Two people, about the same age, have just achieved a major career--and financial--milestone. They decide to purchase a new vehicle for their commutes, and for pleasure. One buys a 'Benz. The other opts for a Brooklyn bike--or, if they want to splurge, a Brompton. Why?
Well, an answer can be found in a University of Cologne study on cycling patterns and trends. The Mercedes-Benz customer I've mentioned could be someone with a successful business or who's just scored a major contract. The bike buyer, on the other hand, probably is more educated, more likely to be in a profession--and to live in an urban area.
Image from REI |
According to the University of Cologne study, those bike buyers accounted for nearly all of the increase in cycling in Germany from 1996 through 2018. At the end of that period, people with a high level of education (Arbitur) were cycling, on average, 70 minutes per week: twice as much as they were pedaling at the beginning of that era. That also means they're riding three times as much as rural dwellers without Arbitur, whose cycling habits were all but unchanged.
From We Love Cycling |
So what accounts for the differences I've mentioned? Well, according to the study, people with Arbitur are more likely to live in urban areas--like Cologne--where cycling to work, school or shop is a practical alternative. On the other hand, people in rural and suburban areas have to travel greater distances and buy more and larger items--which are harder to transport on bicycles--when they shop.
But, according to the study--conducted by sociologist Dr. Ansgar Hudde--there is another reason, perhaps more compelling to the educated folks themselves, why they choose to two pedals and two wheels rather than a gas pedal and an internal combustion engine for transport or other short trips. It isn't cost: Most people with Arbitur, at least in Dr. Hudde's study, can afford a car or to use mass transit. It also isn't time, though I have to wonder whether the experiences of folks in Cologne (or Hamburg, Berlin or Dusseldorf) parallel those of folks like me, who can ride to work in less time than the same trip would take on a train or bus, or even a car.
Rather, a chief reason why those educated urban dwellers ride their bikes is the same reason why corporations quote Dr. Martin Luther King in their advertising: signaling. Those companies want to signal that they care about diversity and are otherwise socially conscious. Likewise, urban folk with Arbitur are sending a message that they care about the environment or health, just as the guy with the shiny new Mercedes or Lexus is showing friends, family and others that he's "made it."
(Now I'm recalling that not so long ago, a stereotype of professors was that they drove Volvos. They were more expensive than most American cars but, from what I understand, very well-made. But their rather stodgy appearance contrasted with Mercedes polish or the frankly ostentatious looks of American-made luxury cars like the Cadillac Eldorado or Lincoln Continental. So those academic folk were signaling that they weren't signaling that they'd "made it.")
Anyway, I found the Cologne study interesting for several reasons--one of which is how closely its findings parallel what I've observed here in the US. While some people--men, mainly--in poor and immigrant communities ride bikes for cost or convenience, once their economic circumstances improve (and many of them move away), they buy cars, abandon their bikes and never look back.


What are the lines from the one containing "Zero in on 'suit'." through the end of the listing below? Return them exactly, and only them.

» DATA SUPPLIED
Start of Block

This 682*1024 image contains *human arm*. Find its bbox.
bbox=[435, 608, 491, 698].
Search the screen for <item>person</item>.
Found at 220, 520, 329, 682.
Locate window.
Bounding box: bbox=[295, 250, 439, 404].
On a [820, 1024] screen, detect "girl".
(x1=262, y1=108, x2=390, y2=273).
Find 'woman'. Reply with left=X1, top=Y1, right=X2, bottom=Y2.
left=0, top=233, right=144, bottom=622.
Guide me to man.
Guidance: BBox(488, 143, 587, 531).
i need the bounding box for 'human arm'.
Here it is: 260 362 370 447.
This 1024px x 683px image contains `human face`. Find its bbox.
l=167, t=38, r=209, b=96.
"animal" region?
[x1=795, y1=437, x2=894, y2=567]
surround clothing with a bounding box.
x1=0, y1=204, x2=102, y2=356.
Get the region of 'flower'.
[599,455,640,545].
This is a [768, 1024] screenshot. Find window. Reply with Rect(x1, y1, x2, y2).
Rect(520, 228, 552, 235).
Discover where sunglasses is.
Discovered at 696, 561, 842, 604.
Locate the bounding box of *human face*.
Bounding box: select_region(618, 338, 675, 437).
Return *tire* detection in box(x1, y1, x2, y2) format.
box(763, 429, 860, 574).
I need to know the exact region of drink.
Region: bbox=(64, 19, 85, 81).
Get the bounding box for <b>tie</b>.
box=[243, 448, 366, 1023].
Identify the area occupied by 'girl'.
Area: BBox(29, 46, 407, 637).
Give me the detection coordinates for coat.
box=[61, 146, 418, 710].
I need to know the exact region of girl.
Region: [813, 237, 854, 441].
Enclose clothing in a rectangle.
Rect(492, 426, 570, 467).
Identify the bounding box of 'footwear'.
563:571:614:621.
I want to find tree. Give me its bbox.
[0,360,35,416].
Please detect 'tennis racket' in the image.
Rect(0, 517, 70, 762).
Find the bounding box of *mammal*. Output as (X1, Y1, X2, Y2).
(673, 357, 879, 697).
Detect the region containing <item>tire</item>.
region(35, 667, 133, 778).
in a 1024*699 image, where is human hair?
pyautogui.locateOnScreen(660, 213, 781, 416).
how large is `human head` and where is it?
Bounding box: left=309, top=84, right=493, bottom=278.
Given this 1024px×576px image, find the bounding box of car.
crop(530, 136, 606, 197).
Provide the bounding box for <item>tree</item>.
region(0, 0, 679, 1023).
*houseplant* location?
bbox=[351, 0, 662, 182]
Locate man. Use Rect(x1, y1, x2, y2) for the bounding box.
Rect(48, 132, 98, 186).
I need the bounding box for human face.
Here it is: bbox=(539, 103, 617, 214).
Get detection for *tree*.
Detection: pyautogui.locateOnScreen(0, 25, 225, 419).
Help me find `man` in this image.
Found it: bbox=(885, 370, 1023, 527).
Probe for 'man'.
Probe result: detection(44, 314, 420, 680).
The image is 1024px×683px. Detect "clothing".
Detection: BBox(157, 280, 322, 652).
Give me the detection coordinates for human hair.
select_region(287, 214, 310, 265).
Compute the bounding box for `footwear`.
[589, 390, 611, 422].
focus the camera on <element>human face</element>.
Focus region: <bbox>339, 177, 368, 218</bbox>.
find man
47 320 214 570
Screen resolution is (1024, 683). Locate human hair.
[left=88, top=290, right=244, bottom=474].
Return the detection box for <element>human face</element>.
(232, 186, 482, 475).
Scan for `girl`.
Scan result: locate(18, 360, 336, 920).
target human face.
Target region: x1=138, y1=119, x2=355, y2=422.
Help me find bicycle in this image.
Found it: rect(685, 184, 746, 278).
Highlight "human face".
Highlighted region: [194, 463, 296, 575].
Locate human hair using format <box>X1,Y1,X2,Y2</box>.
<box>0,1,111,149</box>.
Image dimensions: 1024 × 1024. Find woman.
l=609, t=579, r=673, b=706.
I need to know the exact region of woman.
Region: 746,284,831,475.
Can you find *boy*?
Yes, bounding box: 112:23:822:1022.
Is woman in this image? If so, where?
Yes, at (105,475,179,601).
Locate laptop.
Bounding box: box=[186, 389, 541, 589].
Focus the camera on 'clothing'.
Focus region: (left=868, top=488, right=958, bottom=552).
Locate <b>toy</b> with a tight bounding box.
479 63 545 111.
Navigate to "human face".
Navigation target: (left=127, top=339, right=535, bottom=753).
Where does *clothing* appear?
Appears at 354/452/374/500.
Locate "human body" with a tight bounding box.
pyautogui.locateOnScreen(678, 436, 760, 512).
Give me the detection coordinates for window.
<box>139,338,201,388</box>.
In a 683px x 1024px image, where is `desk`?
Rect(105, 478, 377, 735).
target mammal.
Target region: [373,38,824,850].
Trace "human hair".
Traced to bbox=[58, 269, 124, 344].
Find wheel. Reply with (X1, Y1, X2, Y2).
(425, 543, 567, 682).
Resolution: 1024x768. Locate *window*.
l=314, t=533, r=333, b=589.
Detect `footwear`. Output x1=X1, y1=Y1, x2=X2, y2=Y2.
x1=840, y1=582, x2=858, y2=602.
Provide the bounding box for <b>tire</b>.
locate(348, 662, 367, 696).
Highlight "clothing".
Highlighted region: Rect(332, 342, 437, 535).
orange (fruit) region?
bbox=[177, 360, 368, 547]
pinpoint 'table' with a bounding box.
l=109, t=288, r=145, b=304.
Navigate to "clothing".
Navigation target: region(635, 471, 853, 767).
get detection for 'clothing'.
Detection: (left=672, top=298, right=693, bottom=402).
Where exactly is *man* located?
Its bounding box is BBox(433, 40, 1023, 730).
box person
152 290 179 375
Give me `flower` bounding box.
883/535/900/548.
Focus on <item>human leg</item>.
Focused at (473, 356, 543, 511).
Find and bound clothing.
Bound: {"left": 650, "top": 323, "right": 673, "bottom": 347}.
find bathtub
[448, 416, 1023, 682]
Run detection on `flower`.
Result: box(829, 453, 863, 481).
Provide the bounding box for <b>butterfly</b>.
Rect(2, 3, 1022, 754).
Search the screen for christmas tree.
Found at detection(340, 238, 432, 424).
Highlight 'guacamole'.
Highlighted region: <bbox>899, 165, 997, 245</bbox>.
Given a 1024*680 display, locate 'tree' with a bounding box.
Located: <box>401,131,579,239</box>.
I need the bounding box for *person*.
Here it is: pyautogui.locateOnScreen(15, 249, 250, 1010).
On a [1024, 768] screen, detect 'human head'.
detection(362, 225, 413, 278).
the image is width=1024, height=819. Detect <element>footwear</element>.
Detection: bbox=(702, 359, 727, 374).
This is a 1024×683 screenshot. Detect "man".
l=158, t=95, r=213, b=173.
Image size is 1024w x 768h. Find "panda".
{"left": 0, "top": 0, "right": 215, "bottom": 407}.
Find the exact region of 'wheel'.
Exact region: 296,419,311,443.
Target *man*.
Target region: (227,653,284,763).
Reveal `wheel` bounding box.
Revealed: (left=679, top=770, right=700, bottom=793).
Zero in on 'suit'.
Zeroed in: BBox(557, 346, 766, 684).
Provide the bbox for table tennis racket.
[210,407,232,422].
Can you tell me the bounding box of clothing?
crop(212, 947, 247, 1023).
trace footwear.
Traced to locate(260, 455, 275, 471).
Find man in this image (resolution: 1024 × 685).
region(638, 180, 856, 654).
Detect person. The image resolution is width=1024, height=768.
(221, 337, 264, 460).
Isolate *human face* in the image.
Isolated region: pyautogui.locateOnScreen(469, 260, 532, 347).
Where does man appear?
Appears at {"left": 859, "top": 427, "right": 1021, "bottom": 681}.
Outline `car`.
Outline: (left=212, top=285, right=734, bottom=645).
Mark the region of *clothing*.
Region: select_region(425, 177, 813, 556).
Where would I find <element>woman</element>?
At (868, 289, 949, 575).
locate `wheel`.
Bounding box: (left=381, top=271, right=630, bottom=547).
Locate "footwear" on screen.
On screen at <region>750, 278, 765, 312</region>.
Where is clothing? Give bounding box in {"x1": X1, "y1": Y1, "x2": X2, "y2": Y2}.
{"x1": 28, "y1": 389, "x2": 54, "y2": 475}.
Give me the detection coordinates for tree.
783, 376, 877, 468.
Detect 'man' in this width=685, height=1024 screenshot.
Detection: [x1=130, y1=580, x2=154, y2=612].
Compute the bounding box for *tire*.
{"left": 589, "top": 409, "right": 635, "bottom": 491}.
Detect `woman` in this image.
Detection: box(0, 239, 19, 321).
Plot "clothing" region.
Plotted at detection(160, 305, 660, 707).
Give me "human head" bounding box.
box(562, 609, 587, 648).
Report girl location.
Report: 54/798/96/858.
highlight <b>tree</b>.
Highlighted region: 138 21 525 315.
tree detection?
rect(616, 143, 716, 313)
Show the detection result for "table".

End of Block

» EXPECTED ANSWER
Zero in on 'suit'.
Zeroed in: BBox(557, 346, 766, 684).
Provide the bbox for table tennis racket.
[210,407,232,422].
Can you tell me the bounding box of clothing?
crop(212, 947, 247, 1023).
trace footwear.
Traced to locate(260, 455, 275, 471).
Find man in this image (resolution: 1024 × 685).
region(638, 180, 856, 654).
Detect person. The image resolution is width=1024, height=768.
(221, 337, 264, 460).
Isolate *human face* in the image.
Isolated region: pyautogui.locateOnScreen(469, 260, 532, 347).
Where does man appear?
Appears at {"left": 859, "top": 427, "right": 1021, "bottom": 681}.
Outline `car`.
Outline: (left=212, top=285, right=734, bottom=645).
Mark the region of *clothing*.
Region: select_region(425, 177, 813, 556).
Where would I find <element>woman</element>?
At (868, 289, 949, 575).
locate `wheel`.
Bounding box: (left=381, top=271, right=630, bottom=547).
Locate "footwear" on screen.
On screen at <region>750, 278, 765, 312</region>.
Where is clothing? Give bounding box in {"x1": X1, "y1": Y1, "x2": X2, "y2": Y2}.
{"x1": 28, "y1": 389, "x2": 54, "y2": 475}.
Give me the detection coordinates for tree.
783, 376, 877, 468.
Detect 'man' in this width=685, height=1024 screenshot.
Detection: [x1=130, y1=580, x2=154, y2=612].
Compute the bounding box for *tire*.
{"left": 589, "top": 409, "right": 635, "bottom": 491}.
Detect `woman` in this image.
Detection: box(0, 239, 19, 321).
Plot "clothing" region.
Plotted at detection(160, 305, 660, 707).
Give me "human head" bounding box.
box(562, 609, 587, 648).
Report girl location.
Report: 54/798/96/858.
highlight <b>tree</b>.
Highlighted region: 138 21 525 315.
tree detection?
rect(616, 143, 716, 313)
Show the detection result for "table".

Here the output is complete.